What I have learned finally is that in asking for help I offer other people an opportunity for intimacy and collaboration.

BONNIE SHERR KLEIN

I want us to see disability as sometimes (though not always) resulting in a dependency that is but one variety of a dependency that we have all experienced at some point and to which we are all vulnerable.

EVA KITTAY

Image What Powell River Taught Me

SOME FEELINGS SINK so deep into the heart that only loneliness can help us find them.

The flight into the coastal town of Powell River, British Columbia, was as smooth as my certainty that I would once again be helping to make life better for people with disabilities. After all, I was a recognized North American expert. The workshop audience was mixed—mostly service providers, board members, city officials, government folks—and, in a departure from the norm, there were two people who received services from the sponsoring agency. It was the usual format: a couple of hours of brainstorming the perfect world for people with disabilities, followed by my summary and an “uplifting” call to action. The suggestions were familiar: curb cuts, jobs, therapy, more money for services and staff . . . I had no trouble reducing them to manageable categories. All except these two. “I want to have a big parade and give everyone balloons and flags to wave,” said a middle-aged man. “I want everyone to laugh and have a good time.” And, “I want to find someone to love, someone to hug goodnight, every night,” said an older woman.

Those two ideas came from the two participants with disabilities. They were ignored for the rest of the day. Something about them made my flight out of town bumpy and eventually shook me out of my professional complacency. I wrestled with the memory of them for months until I finally admitted that what those two people wanted—love, intimacy, joy, and celebration—was exactly what I wanted and didn’t have in my life at the time. My first marriage was disintegrating, and I was acting as if everything was fine. The realization slowly dawned on me that the only difference between me and those two souls was that they had the courage to admit it and to reach out. Who was helping whom?

The inescapable fact of life is that we are interdependent. We start life that way. Most of us will end life that way. It’s the tender periods in between that we have trouble accepting or admitting. Ask any world-class athletes the secret of their success, and they will answer that it’s the support of family and friends. They place it higher than talent and hard work. There is no such thing as excellence or independence without interdependence. Everything that happens in our life can be traced back to a caring relationship. Whether it’s in business, politics, play, school, work, or love, we make our way in the world only because of the caring actions of others. The presence of heartbreak, personal upheaval, chronic illness, infirmity, or disability doesn’t create vulnerability. Our refusal to acknowledge our dependence on the support of others does.

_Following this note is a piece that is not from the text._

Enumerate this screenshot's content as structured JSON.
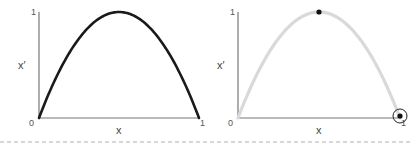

The denial of dependency is a personal, organizational, and societal weakness. We pretend to be who we are not. We develop a false sense of power. We allow our culture to perpetuate the myth of independence, as if it had emerged fully formed without debt or responsibility. And we rob those who are open about their vulnerability, like the two people in Powell River, of one of their greatest gifts: teaching the rest of us how to live and love with our vulnerabilities.

This lesson profiles people who understand that we are in the same leaky rowboat together. They have learned that sharing their weaknesses, mistakes, and difficulties is more nourishing to others than sharing their achievements. This lesson explores the truth about vulnerability: that this is who we are. It’s what makes us human. My wish is that we create a culture that celebrates our reliance on each other, and that doesn’t take those giving and receiving care for granted.

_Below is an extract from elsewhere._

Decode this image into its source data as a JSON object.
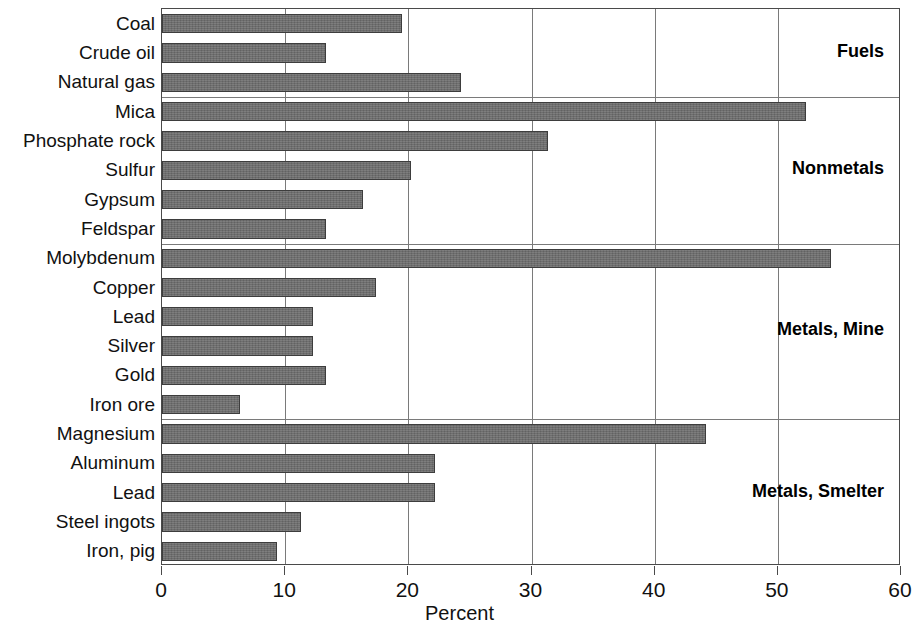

Image Becoming Human JEAN VANIER

Love is doing ordinary things with tenderness.

Jean Vanier was born into privilege and wealth and the power that comes with it. He spent his early adult life controlling and commanding people. He was a British naval commander and professor of philosophy. In 1964, at the age of thirty-six, he left his worldly life behind and set up house in Trosly-Breuil, a small village in France, with Raphael and Phillipe, two men who had developmental disabilities. They had been living in a nearby institution. Vanier saw their beauty shining through what he described as a place of gloom and desperation. Their small stone house had no plumbing or electricity. It was as humble and ordinary as their ambition to share meals and chores and to help each other out. Their way of living soon became a destination for spiritual seekers and a place of pilgrimage for university students. It eventually inspired 150 similar communities in thirty-eight countries. These communities are called L’Arche (the ark). L’Arche communities are havens where people with and without disabilities commit to live together and to take care of each other. Vanier remained in the original L’Arche community for the rest of his life. He died in May 2019 at the age of ninety.

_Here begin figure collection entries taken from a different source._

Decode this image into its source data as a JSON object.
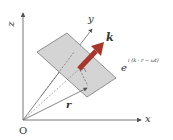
{
  "diagram": {
    "axes": {
      "origin_label": "O",
      "x_label": "x",
      "y_label": "y",
      "z_label": "z"
    },
    "vectors": {
      "wave_vector_label": "k",
      "position_vector_label": "r"
    },
    "expression": {
      "base": "e",
      "exponent": "i (k · r − ωt)"
    },
    "colors": {
      "arrow": "#a8362c",
      "plane": "#d4d4d4",
      "plane_edge": "#6a6a6a",
      "axis": "#555555"
    }
  }
}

Vanier’s thirty books and speeches describe his struggles and fears. He spent a lot of his life pretending and hiding from his own weaknesses. “Living with people with disabilities, I’ve touched my own brokenness, my own angers, my own powers of violence, my own capacity to hate,” he told an interviewer.1 He quoted Martin Luther King Jr., who said that unless we accept what is despicable in ourselves, we will continue to despise others. It’s important to accept our imperfections, he wrote in Seeing Beyond Depression, because “we too have our share in wrongdoing: we have wounded our parents, our children, our husband, our wife, and our friends. When we realize this, we do not have to condemn ourselves but rather to learn to accept our own poverty and inner brokenness.”2 Vanier traveled the world reminding people that it is better to be loved than admired. “When you admire people, you put them on pedestals. When you love people, you want to be together,” he said in an interview.3

People compare Vanier to Mother Teresa, the Dalai Lama, and Billy Graham. In 2015, he won the Templeton Prize, which at $1.7 million is worth more than the Nobel Prize. It was established by American investment banker John Templeton to celebrate entrepreneurs of the spirit. The citation described Vanier as an extraordinary man whose message of compassion for society’s weakest members had the potential to change the world for the better. Vanier was never comfortable with the word extraordinary. His spirituality was located in the messy reality of ordinary life. He believed that the world is changed one heart at a time and that it starts with our own heart. In his book Becoming Human, he wrote, “Love doesn’t mean doing extraordinary or heroic things. It means knowing how to do ordinary things with tenderness,” he said.4

Vanier described himself as a pretty ordinary guy, more like a rabbit paying attention only to what was in front of him and nibbling away. And what was in front of him were two insights into how to become more human. The first is to admit your own struggles and imperfections. “I am struck,” he wrote in Community and Growth, “by how sharing our weakness and difficulties is more nourishing to others than sharing our qualities and successes.”5 The second is to pay attention to those whom others view as weak. “The broken and the oppressed have taught me a great deal and have changed me quite radically,” he wrote in From Brokenness to Community. “They have helped me discover that healing takes place at the bottom of the ladder, not at the top.”6

Image Love’s Labor EVA KITTAY

The ability to love and care is as important as the ability to think and reason.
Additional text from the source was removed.